A Year on from Journey into the Cloud - Dec 2019

When this journey started the goal was meant migrate to a proficiency with Office 365 and Modern Desktop, these being one of the routes for anyone still working with On-premise Exchange and Active Directory.

Azure Infrastructure as a Service, Virtual machines, networks and storage is the closest to Infrastructure support, however features enable you to improve security and resilience without the hardware costs of on-premise. Correct design of deployments are crucial to meet the security and resilience needs and should always be defined at the beginning of any project as Azure costs can mount quickly.

The destination for me has been Platform Services which appears to demand the largest cross-section of skills and challenges to many previous ways of working.

Agile Methodology

( A google search)

Agile is a process by which a team can manage a project by breaking it up into several stages and involving constant collaboration with stakeholders and continuous improvement and iteration at every stage. The Agile methodology begins with clients describing how the end product will be used and what problem it will solve. This clarifies the customer's expectations to the project team. Once the work begins, teams cycle through a process of planning, executing, and evaluating — which might just change the final deliverable to fit the customer's needs better. Continuous collaboration is key, both among team members and with project stakeholders, to make fully-informed decisions.

DevOps

https://azure.microsoft.com/en-gb/overview/what-is-devops/

A compound of development (Dev) and operations (Ops), DevOps is the union of people, processes and technology to continually provide value to customers.What does DevOps mean for teams? DevOps enables formerly siloed roles – development, IT operations, quality engineering and security – to coordinate and collaborate to produce better, more reliable products. By adopting a DevOps culture along with DevOps practices and tools, teams gain the ability to better respond to customer needs, increase confidence in the applications they build and achieve business goals faster.

These two areas can provide the largest challenges as they can usually require a change of mindset across all teams and be company specific.

A friend sent the link below a couple hours after I posted the article, however it is worth having it here as a reference.

https://dev.to/scalyr/devops-engineer-what-does-it-take-to-land-the-job-2d26

It covers the gaps Infrastructure Ops might need to fill and the same for Developers, most of all the requirement for "Soft-Skills" across the board can't be under-estimated.

Back to Technical.......

Ha Ha

If the image above makes you laugh or sigh the journey has probably already started.

ARM Templates are based on a language called JSON (if you didn't get the meme), learning the structure of the templates and the functionality available is crucial

https://docs.microsoft.com/en-us/azure/azure-resource-manager/resource-group-authoring-templates

Passing on the advice given to me Azure Quick Start Templates

https://azure.microsoft.com/en-gb/resources/templates/

Each ARM template provide a PowerShell script to deploy into a Resource Group you create beforehand.

I also discovered a new deployment method which might also be on any of the latest training for AZ-400, however if it is not happy to share it here and if you are looking to take AZ-400 I strongly recommend taking a look at it.

In the Azure portal search Custom Deployment from here it is possible to carry out the following tasks:

Custom Template editor where you can upload an ARM Template and deploy

  • Common Template
  • Finally one I've only now seen from writing this, a direct connection to the 101 Quick Start Template Git repository

CI/CD - Continuous Deployment / Continuous Integration with Azure DevOps (VSTS)

Signing up for an account at http;//dev.azure.com is currently free and includes 5 user licences.

Visual Studio Team Services (VSTS) has been used by developers for years and would have been installed on a Windows server, Azure DevOps now provide a cloud platform and the use extends out to Infrastructure deployments.

Over the past months some Infrastructure practices have been helpful, Visio is still my friend and can be yours too if you want a visual representation of the Infrastructure as code.

Pipelines (Releases) within Azure DevOps, I would say is limited mainly by imagination and time to make more complicated task sequences work.

In-line PowerShell and Azure CLI allow you to complete post deployment configuration settings not achievable in the ARM Template.

There is a complete marketplace of tasks which can be imported to the pipeline in addition to the standard resource and application deployment

My overall recommendation to anyone is try the basic templates first, get your head around the structure, however if like me you have the tendency to just jump straight in at the deep end it can be more frustrating at times trying to work out deployment errors you don't understand but who knows might be faster.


§ ACTIVITY
Which lines in the material below contain the word "down"? Copy each of them.

§ PROVIDED DATA

============================================================

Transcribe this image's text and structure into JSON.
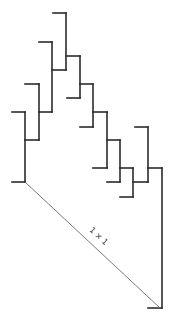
{
  "diagram": {
    "type": "dendrogram",
    "stroke_color": "#2b2b2b",
    "diagonal_color": "#6a6a6a",
    "diagonal_label": "1 × 1",
    "segments": [
      [
        53,
        13,
        66,
        13
      ],
      [
        66,
        13,
        66,
        70
      ],
      [
        39,
        42,
        52,
        42
      ],
      [
        52,
        42,
        52,
        112
      ],
      [
        52,
        70,
        66,
        70
      ],
      [
        25,
        84,
        39,
        84
      ],
      [
        39,
        84,
        39,
        140
      ],
      [
        25,
        140,
        39,
        140
      ],
      [
        39,
        112,
        52,
        112
      ],
      [
        12,
        112,
        25,
        112
      ],
      [
        25,
        112,
        25,
        182
      ],
      [
        12,
        182,
        25,
        182
      ],
      [
        66,
        56,
        80,
        56
      ],
      [
        80,
        56,
        80,
        98
      ],
      [
        67,
        98,
        80,
        98
      ],
      [
        80,
        84,
        93,
        84
      ],
      [
        93,
        84,
        93,
        127
      ],
      [
        80,
        127,
        93,
        127
      ],
      [
        93,
        112,
        107,
        112
      ],
      [
        107,
        112,
        107,
        168
      ],
      [
        93,
        168,
        107,
        168
      ],
      [
        107,
        140,
        120,
        140
      ],
      [
        120,
        140,
        120,
        182
      ],
      [
        107,
        182,
        120,
        182
      ],
      [
        120,
        168,
        133,
        168
      ],
      [
        133,
        168,
        133,
        197
      ],
      [
        120,
        197,
        133,
        197
      ],
      [
        133,
        182,
        148,
        182
      ],
      [
        135,
        127,
        148,
        127
      ],
      [
        148,
        127,
        148,
        182
      ],
      [
        148,
        168,
        162,
        168
      ],
      [
        162,
        168,
        162,
        308
      ],
      [
        148,
        308,
        162,
        308
      ]
    ],
    "diagonal": [
      25,
      182,
      160,
      308
    ],
    "label_pos": [
      97,
      238
    ],
    "label_rotation": 43
  }
}
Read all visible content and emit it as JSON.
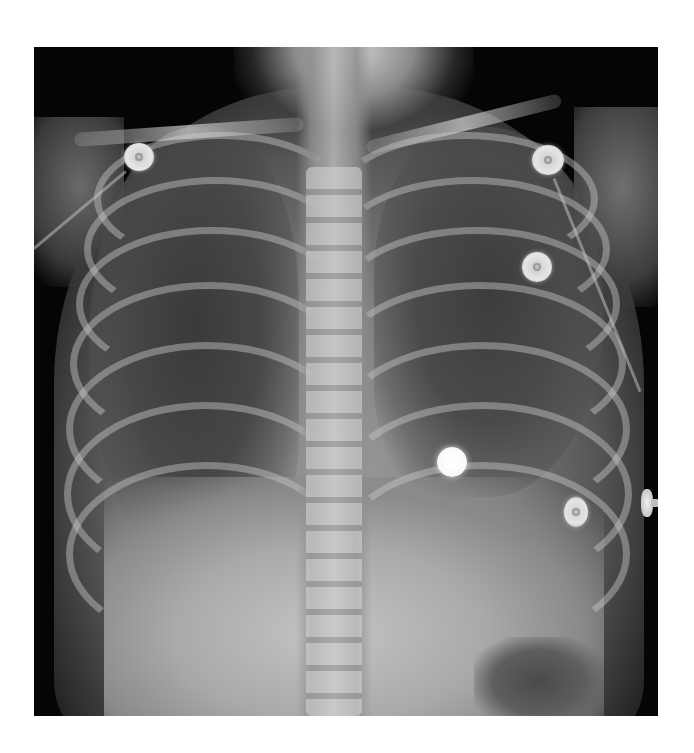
{
  "image": {
    "type": "chest radiograph (frontal view)",
    "alt": "Frontal chest X-ray of a child with ECG electrodes attached",
    "frame": {
      "x": 34,
      "y": 47,
      "width": 624,
      "height": 669
    },
    "background_color": "#ffffff",
    "film_color": "#050505"
  },
  "objects": [
    {
      "name": "ecg-electrode-right-shoulder",
      "x": 105,
      "y": 108,
      "size": 30
    },
    {
      "name": "ecg-electrode-left-shoulder",
      "x": 500,
      "y": 100,
      "size": 32
    },
    {
      "name": "ecg-electrode-left-upper-chest",
      "x": 490,
      "y": 205,
      "size": 30
    },
    {
      "name": "radiopaque-marker-center",
      "x": 404,
      "y": 400,
      "size": 30
    },
    {
      "name": "ecg-electrode-left-lower-chest",
      "x": 530,
      "y": 452,
      "size": 26
    },
    {
      "name": "lead-clip-right-edge",
      "x": 607,
      "y": 442
    }
  ]
}
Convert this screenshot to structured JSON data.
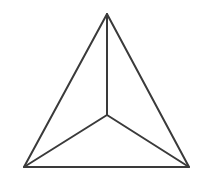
{
  "figure": {
    "name": "tetrahedron-wireframe",
    "description": "Line drawing of a tetrahedron (triangular pyramid) seen from above: an equilateral outer triangle with three internal edges meeting at an interior central vertex.",
    "background_color": "#ffffff",
    "stroke_color": "#3a3a3a",
    "stroke_width": 2,
    "canvas": {
      "width": 198,
      "height": 180
    },
    "vertices": {
      "apex": {
        "label": "apex",
        "x": 107,
        "y": 14
      },
      "bottom_left": {
        "label": "bottom-left",
        "x": 24,
        "y": 167
      },
      "bottom_right": {
        "label": "bottom-right",
        "x": 189,
        "y": 167
      },
      "center": {
        "label": "center",
        "x": 107,
        "y": 115
      }
    },
    "edges": [
      {
        "name": "outer-left-edge",
        "from": "apex",
        "to": "bottom_left",
        "type": "outer"
      },
      {
        "name": "outer-right-edge",
        "from": "apex",
        "to": "bottom_right",
        "type": "outer"
      },
      {
        "name": "outer-bottom-edge",
        "from": "bottom_left",
        "to": "bottom_right",
        "type": "outer"
      },
      {
        "name": "inner-edge-to-apex",
        "from": "center",
        "to": "apex",
        "type": "inner"
      },
      {
        "name": "inner-edge-to-bottom-left",
        "from": "center",
        "to": "bottom_left",
        "type": "inner"
      },
      {
        "name": "inner-edge-to-bottom-right",
        "from": "center",
        "to": "bottom_right",
        "type": "inner"
      }
    ],
    "paths": {
      "outer_triangle": "M 107 14 L 24 167 L 189 167 Z",
      "inner_spoke_apex": "M 107 115 L 107 14",
      "inner_spoke_bottom_left": "M 107 115 L 24 167",
      "inner_spoke_bottom_right": "M 107 115 L 189 167"
    }
  }
}
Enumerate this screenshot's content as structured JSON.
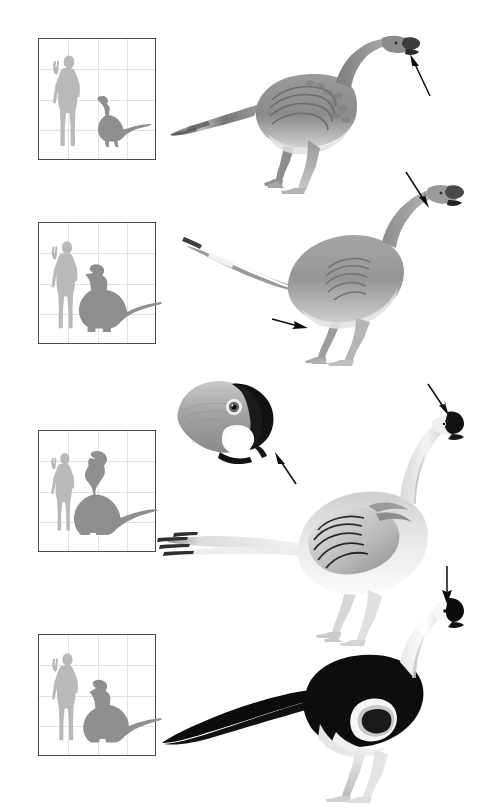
{
  "figure": {
    "background_color": "#ffffff",
    "width": 486,
    "height": 808,
    "panel_count": 4
  },
  "palette": {
    "silhouette_human": "#b9b9b9",
    "silhouette_dino": "#8f8f8f",
    "grid_line": "#e2e2e2",
    "box_border": "#4a4a4a",
    "arrow": "#0d0d0d",
    "body_mid_gray": "#8c8c8c",
    "body_light_gray": "#c9c9c9",
    "body_dark": "#3b3b3b",
    "crest_black": "#111111",
    "white": "#ffffff"
  },
  "panels": [
    {
      "id": "panel-1",
      "name": "panel-one",
      "scale_box": {
        "name": "scale-box-1",
        "human_label": "human figure with raised arm",
        "dino_label": "dinosaur silhouette, small, upright neck with long tail",
        "grid_columns": 3,
        "grid_rows": 3,
        "box_x": 38,
        "box_y": 38,
        "box_w": 118,
        "box_h": 122
      },
      "animal": {
        "name": "oviraptorosaur-restoration-1",
        "plumage": "mid gray body with scaled and banded feather texture",
        "head": "dark hooked beak, short rounded head",
        "tail": "long banded tail feathers sweeping left and down",
        "pose": "standing, neck arched forward, two legs visible"
      },
      "arrows": [
        {
          "name": "arrow-to-beak-1",
          "direction": "up-left",
          "target": "dark beak tip"
        }
      ],
      "head_inset": null
    },
    {
      "id": "panel-2",
      "name": "panel-two",
      "scale_box": {
        "name": "scale-box-2",
        "human_label": "human figure with raised arm",
        "dino_label": "dinosaur silhouette, medium, with very long sweeping tail",
        "grid_columns": 3,
        "grid_rows": 3,
        "box_x": 38,
        "box_y": 222,
        "box_w": 118,
        "box_h": 122
      },
      "animal": {
        "name": "oviraptorosaur-restoration-2",
        "plumage": "smooth pale gray body, lighter belly, subtle wing feather arcs on flank",
        "head": "small dark-tipped beak, slender curving neck",
        "tail": "long straight tail with dark and white banded tip",
        "pose": "standing, long horizontal tail, head raised at right"
      },
      "arrows": [
        {
          "name": "arrow-to-beak-2",
          "direction": "down-right",
          "target": "dark beak"
        },
        {
          "name": "arrow-to-flank-2",
          "direction": "right",
          "target": "hind limb and flank feathers"
        }
      ],
      "head_inset": null
    },
    {
      "id": "panel-3",
      "name": "panel-three",
      "scale_box": {
        "name": "scale-box-3",
        "human_label": "human figure with raised arm",
        "dino_label": "dinosaur silhouette, large, tall neck and long tail",
        "grid_columns": 3,
        "grid_rows": 3,
        "box_x": 38,
        "box_y": 430,
        "box_w": 118,
        "box_h": 122
      },
      "animal": {
        "name": "oviraptorosaur-restoration-3",
        "plumage": "pale white-gray body with prominent layered wing feathers",
        "head": "black crest and beak, white face and neck",
        "tail": "long pale tail with dark banded feather tips at the end",
        "pose": "standing, neck upright, large folded wing on flank"
      },
      "arrows": [
        {
          "name": "arrow-to-crest-3",
          "direction": "down-right",
          "target": "black head crest"
        }
      ],
      "head_inset": {
        "name": "head-close-up-inset",
        "description": "close-up of skull showing deep beak, eye with white ring, black crest and a white tooth-like projection",
        "arrow": {
          "name": "arrow-to-beak-projection",
          "direction": "up-left",
          "target": "white beak projection"
        }
      }
    },
    {
      "id": "panel-4",
      "name": "panel-four",
      "scale_box": {
        "name": "scale-box-4",
        "human_label": "human figure with raised arm",
        "dino_label": "dinosaur silhouette, medium-large, long tapering tail",
        "grid_columns": 3,
        "grid_rows": 3,
        "box_x": 38,
        "box_y": 634,
        "box_w": 118,
        "box_h": 122
      },
      "animal": {
        "name": "oviraptorosaur-restoration-4",
        "plumage": "high contrast black body and tail with white neck, head and legs",
        "head": "black crest and beak on a white head",
        "tail": "very long solid black tapering tail",
        "pose": "standing, body horizontal, neck curving up at right"
      },
      "arrows": [
        {
          "name": "arrow-to-crest-4",
          "direction": "down",
          "target": "black head crest"
        }
      ],
      "head_inset": null
    }
  ]
}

============================================================

§ WRITTEN RESPONSE
        "tail": "long banded tail feathers sweeping left and down",
          "direction": "down-right",
          "direction": "down-right",
          "direction": "down",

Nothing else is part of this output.